Where’s your transparency bar set?
Directors of ‘Christian’ charities, after hundreds of reviews of ‘Christian’ charities, permit us an observation: stop being smug about your compliance with the charity regulator’s requirements. Why? Because it’s a low bar for transparency. And compliance with a low bar is nothing to crow about. In fact, if that’s all you are doing in the way of helping your stakeholders to understand what you are doing, how you operate, and what you have achieved, then we’d recommend saying nothing.
If you are merely compliant with the regulator’s requirements, then your accountability to donors and others is sorely lacking. (It is transparency that enables accountability.)
For the ACNC’s requirements are a low bar even against ‘best practice’ for secular charities. So, first step up to that level before you defend what you do.
For instance, the ACNC allows you to submit your annual statement (including your financial report) up to six months after your year end (and has shown a willingness to give all charities an extension). Timeliness is one of the key aspects of transparency, and there is no way that taking anywhere near six months is being transparent.
And please, take no comfort from the fact that ofttimes the secular law is all that many of your stakeholders expect.

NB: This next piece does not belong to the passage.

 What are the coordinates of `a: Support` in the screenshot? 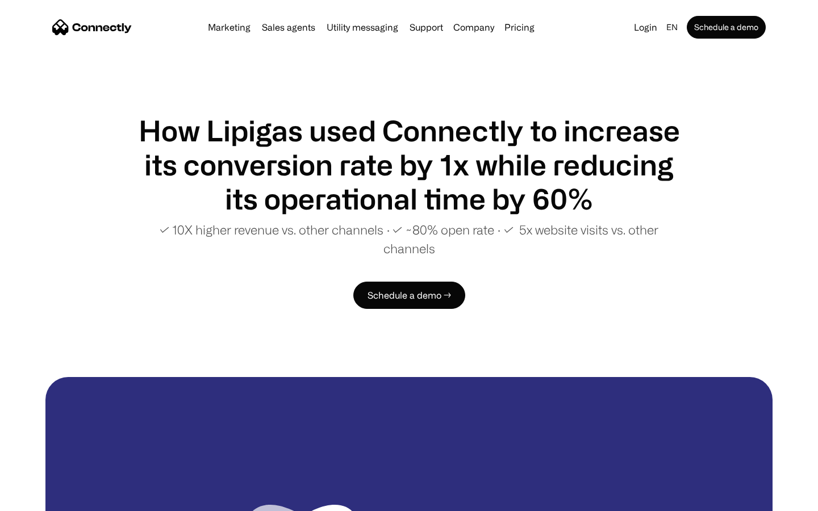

Prepare for the time when they become educated and want more. Better still, educate them yourself. (The marketplace for the donor dollar is competitive, so you are unlikely to lose, especially in the longer term.)
And even if that education doesn’t happen, then do the right thing by them and educate them yourself.
Once you are matching what the best in the secular world are doing, then ask what God might require of you. Highly likely you will have to ‘step up’ again.